Three factors will greatly influence the further development of
information processing in health care within the near future: the
development of the population, medical advances, and advances in
informatics. These factors have motivated us to set up 30 theses for
health care provision in the year 2013. The theses cover areas of health
care, such as its people, its information systems, and its ICT tools.
Three major goals requiring achievement have been identified:
patient-centered recording and use of medical data for cooperative care,
process-integrated decision support through current medical knowledge,
comprehensive use of patient data for research and health care
reporting.
- Information
society in Czech healthcare 'starting point' to prognosis for the year
2013 -- Zvarova J, et al. Int
J Med Inf 2002 Nov 20;66(1-3):59-68
A prognosis
of how the information society in health care will look in 2013 must
start from the current state of affairs at the given locality regarding
healthcare management by public authorities including legislative, ICT
technological levels and accessibility of professional knowledge in
individual fields of medicine. It is presumed that after 10 years the
influence of this 'starting point' will still persist and knowledge of
the current state of affairs will be needed to positively but also
negatively differentiate the prognosis for individual localities.
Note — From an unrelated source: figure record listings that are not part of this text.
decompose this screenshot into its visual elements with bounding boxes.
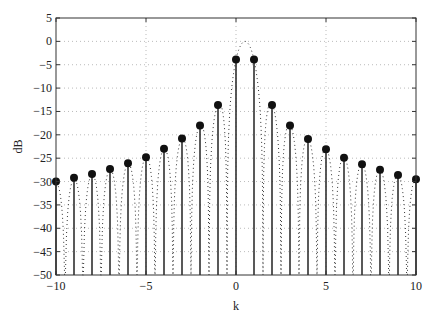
y-tick-label: −15 [33,104,52,118]
y-tick-label: 5 [46,11,52,25]
y-tick-label: −5 [39,58,52,72]
x-tick-label: 0 [233,279,239,293]
stem-marker [394,171,402,179]
stem-marker [70,174,78,182]
stem-marker [376,166,384,174]
stem-marker [250,56,258,64]
chart-svg: −10−5051050−5−10−15−20−25−30−35−40−45−50… [0,0,435,325]
y-tick-label: −25 [33,151,52,165]
stem-marker [304,135,312,143]
x-tick-label: 5 [323,279,329,293]
stem-marker [214,101,222,109]
stem-marker [160,145,168,153]
stem-marker [88,170,96,178]
y-tick-label: −50 [33,268,52,282]
stem-marker [340,154,348,162]
stem-marker [286,121,294,129]
x-tick-label: 10 [410,279,422,293]
stem-marker [358,160,366,168]
x-tick-label: −5 [140,279,153,293]
y-tick-label: −30 [33,175,52,189]
y-tick-label: 0 [46,34,52,48]
y-axis-label: dB [11,139,25,153]
x-axis-label: k [233,299,239,313]
stem-marker [232,56,240,64]
stem-marker [178,135,186,143]
y-tick-label: −20 [33,128,52,142]
y-tick-label: −35 [33,198,52,212]
y-tick-label: −45 [33,245,52,259]
stem-marker [322,145,330,153]
stem-marker [268,101,276,109]
stem-chart: −10−5051050−5−10−15−20−25−30−35−40−45−50… [0,0,435,325]
stem-marker [196,121,204,129]
y-tick-label: −40 [33,221,52,235]
stem-marker [124,159,132,167]
y-tick-label: −10 [33,81,52,95]
stem-marker [142,153,150,161]
stem-marker [106,165,114,173]
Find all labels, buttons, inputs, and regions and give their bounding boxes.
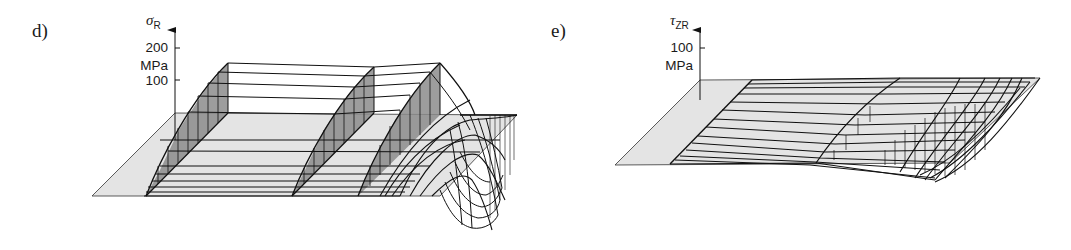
figure-canvas [0, 0, 1071, 250]
panel-e-plot [615, 30, 1040, 182]
panel-d-plot [92, 30, 517, 230]
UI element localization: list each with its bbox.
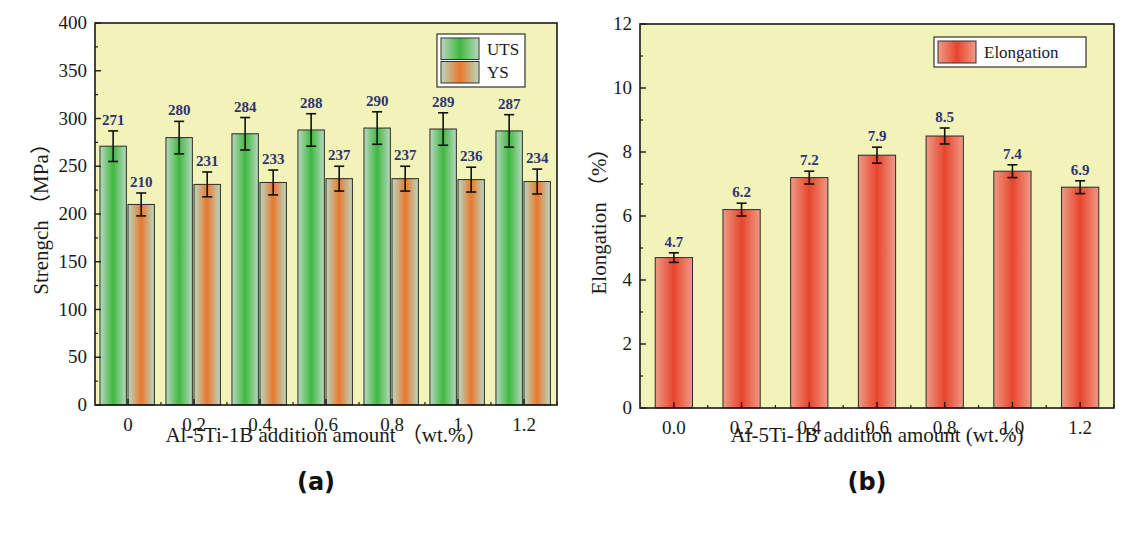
y-tick-label: 100 <box>59 299 88 320</box>
x-tick-label: 0.0 <box>662 417 686 438</box>
legend-label-uts: UTS <box>487 40 519 59</box>
value-label: 271 <box>102 112 125 128</box>
x-axis-title: Al-5Ti-1B addition amount (wt.%) <box>730 423 1023 447</box>
x-tick-label: 1.2 <box>1068 417 1092 438</box>
value-label: 233 <box>262 151 285 167</box>
bar-ys-1_2 <box>524 182 550 405</box>
strength-chart: 2712802842882902892872102312332372372362… <box>29 12 557 496</box>
y-tick-label: 0 <box>78 394 88 415</box>
value-label: 289 <box>432 94 455 110</box>
value-label: 7.2 <box>800 152 819 168</box>
panel-label: (b) <box>847 468 886 496</box>
panel-label: (a) <box>297 468 335 496</box>
legend-swatch-ys <box>441 62 479 84</box>
x-tick-label: 0 <box>123 414 133 435</box>
bar-uts-0_8 <box>364 128 390 405</box>
y-tick-label: 150 <box>59 251 88 272</box>
value-label: 7.4 <box>1003 146 1022 162</box>
x-tick-label: 1.2 <box>512 414 536 435</box>
value-label: 231 <box>196 153 219 169</box>
y-tick-label: 2 <box>623 333 633 354</box>
bar-uts-0_4 <box>232 134 258 405</box>
bar-uts-0_2 <box>166 138 192 405</box>
y-tick-label: 8 <box>623 141 633 162</box>
value-label: 280 <box>168 102 191 118</box>
y-tick-label: 250 <box>59 155 88 176</box>
value-label: 287 <box>498 96 521 112</box>
bar-elongation-1_2 <box>1062 187 1099 408</box>
value-label: 6.9 <box>1071 162 1090 178</box>
y-tick-label: 12 <box>613 13 632 34</box>
bar-ys-1 <box>458 180 484 405</box>
value-label: 290 <box>366 93 389 109</box>
legend-swatch-uts <box>441 38 479 60</box>
y-tick-label: 4 <box>623 269 633 290</box>
bar-uts-1 <box>430 129 456 405</box>
y-tick-label: 300 <box>59 108 88 129</box>
bar-elongation-0_8 <box>926 136 963 408</box>
bar-elongation-1_0 <box>994 171 1031 408</box>
legend-swatch-elongation <box>938 41 976 63</box>
y-tick-label: 0 <box>623 397 633 418</box>
y-tick-label: 350 <box>59 60 88 81</box>
bar-elongation-0_2 <box>723 210 760 408</box>
value-label: 288 <box>300 95 323 111</box>
value-label: 237 <box>394 147 417 163</box>
bar-ys-0 <box>128 204 154 405</box>
y-axis-title: Strengch （MPa） <box>29 133 53 295</box>
x-axis-title: Al-5Ti-1B addition amount （wt.%） <box>165 423 486 447</box>
value-label: 237 <box>328 147 351 163</box>
y-tick-label: 400 <box>59 12 88 33</box>
bar-elongation-0_4 <box>791 178 828 408</box>
bar-elongation-0_0 <box>655 258 692 408</box>
value-label: 8.5 <box>935 109 954 125</box>
value-label: 234 <box>526 150 549 166</box>
y-tick-label: 50 <box>68 346 87 367</box>
y-tick-label: 6 <box>623 205 633 226</box>
legend-label-elongation: Elongation <box>984 43 1059 62</box>
figure-canvas: 2712802842882902892872102312332372372362… <box>0 0 1126 539</box>
value-label: 236 <box>460 148 483 164</box>
bar-ys-0_6 <box>326 179 352 405</box>
elongation-chart: 4.76.27.27.98.57.46.90246810120.00.20.40… <box>587 13 1114 496</box>
y-tick-label: 10 <box>613 77 632 98</box>
bar-ys-0_8 <box>392 179 418 405</box>
legend: Elongation <box>934 37 1086 67</box>
bar-ys-0_4 <box>260 182 286 405</box>
y-tick-label: 200 <box>59 203 88 224</box>
value-label: 4.7 <box>664 234 683 250</box>
bar-uts-1_2 <box>496 131 522 405</box>
value-label: 7.9 <box>868 128 887 144</box>
y-axis-title: Elongation （%） <box>587 138 611 295</box>
bar-ys-0_2 <box>194 184 220 405</box>
value-label: 210 <box>130 174 153 190</box>
bar-uts-0_6 <box>298 130 324 405</box>
value-label: 284 <box>234 99 257 115</box>
bar-uts-0 <box>100 146 126 405</box>
bar-elongation-0_6 <box>858 155 895 408</box>
legend-label-ys: YS <box>487 63 509 82</box>
value-label: 6.2 <box>732 184 751 200</box>
legend: UTSYS <box>437 34 525 87</box>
- Information processing in healthcare at the
start of the third Millennium: potential and limitations -- Haux R,et al. Methods
Inf Med 2001 May;40(2):156-62
Important
aspects raised by the panelists and in the subsequent discussion were:
1. The main goal of
expanding information processing methodology (IPM) and information and
communication technology (ICT) should be to further improve quality of
care, while maintaining reasonable costs;
2. With the
support of modern IPM and ICT the boundaries between inpatient and
outpatient care will fade away enabling a more efficient,
patient-centered health care;
3.
Cooperation between health-care professionals will increase; there will
be different ways of communication between them and with the patient,
including modern ICT and the Internet;
4. Society
must be concerned with achieving equal opportunities in being informed
about and in using new ICT;
5. Misuse of
data will remain a serious problem and can become an obstacle to
progress.
- A Clinical
Information System Research Landscape -- Sittig DF, et al. The
Permanente Journal Spring 2002/Vol. 6, No. 2; 62-68.
This
landscape enabled us to examine and potentially improve delivery of
health care services from the perspective of its major constituents
(ie, patients and their families, clinicians, processes for delivering
care, organizations, patient populations) by using the information
captured in CIS. We then identified aspects of the care delivery system
which need to be addressed to improve the quality of care delivered:
the care must be safe, effective, patient-centered, timely, efficient,
and equitable. In addition to the static picture of this research
landscape, we needed to portray the research process and how it relates
to operational aspects of health care delivery.
- A Clinical Information System Research
Agenda for Kaiser Permanente -- Sittig DF, et al. The
Permanente Journal Summer 2002/Vol. 6, No. 3. 41-44.
We
identified four CIS research priorities: clinical decision support
systems, population-based care systems, personal health record systems,
and establishment of a functional baseline against which future CIS
enhancement can be measured. These research priorities should help
guide researchers so they can focus their time, effort, and money on
important questions that will inform KP and other health care providers
about the use of CIS to improve health care.
- Knowledge management to support
performance-based medicine -- Stefanelli M. Methods Inf Med.
2002;41(1):36-43.
The increasing pressure on Health Care Organizations (HCOs) to ensure
efficiency and cost-effectiveness, balance the quality of care, and
contain costs will drive them towards more effective management of
medical knowledge derived from biomedical research. Knowledge
management technology may provide effective methods and tools in
speeding up the diffusion of innovative medical procedures. Reviews of
the effectiveness of various methods of best practice dissemination
show that the greatest impact is achieved when such knowledge is made
accessible through the health information system at the moment it is
required by care providers at their work sites. Thus, the great
challenge for medical informatics is represented by the effective
exploitation of the astonishing capabilities of new technologies to
assure the conditions of knowledge management and organizational
learning within HCOs.
- Preparing for the Hospital of the Future:
Working Towards the Virtual Hospital -- The evolution of clinical
practice, with much more chronic and non-inpatient clinical services,
has set the stage for the evolution of hospitals. At least four phases
of this evolutionary process can be identified as follows: Devolution,
Coordination/Communication, Integration and Virtualisation. The hospital evolves
into an organisation including multiple campuses and services of
diverse types (clinics, procedure centres, nursing centres of varying
acuity, hospital in the home etc.) supported by a mix of facilities and
services. These diverse health services are bound together by an
information system serving both patient and organisation requirements. The bricks-and-mortar
hospital is no longer the central focus of care. The "solid" remnants
of the monolith are now merely supports for the information management
system that has become the focus of care. This system, and the
management of it, becomes the "virtual" hospital/health system.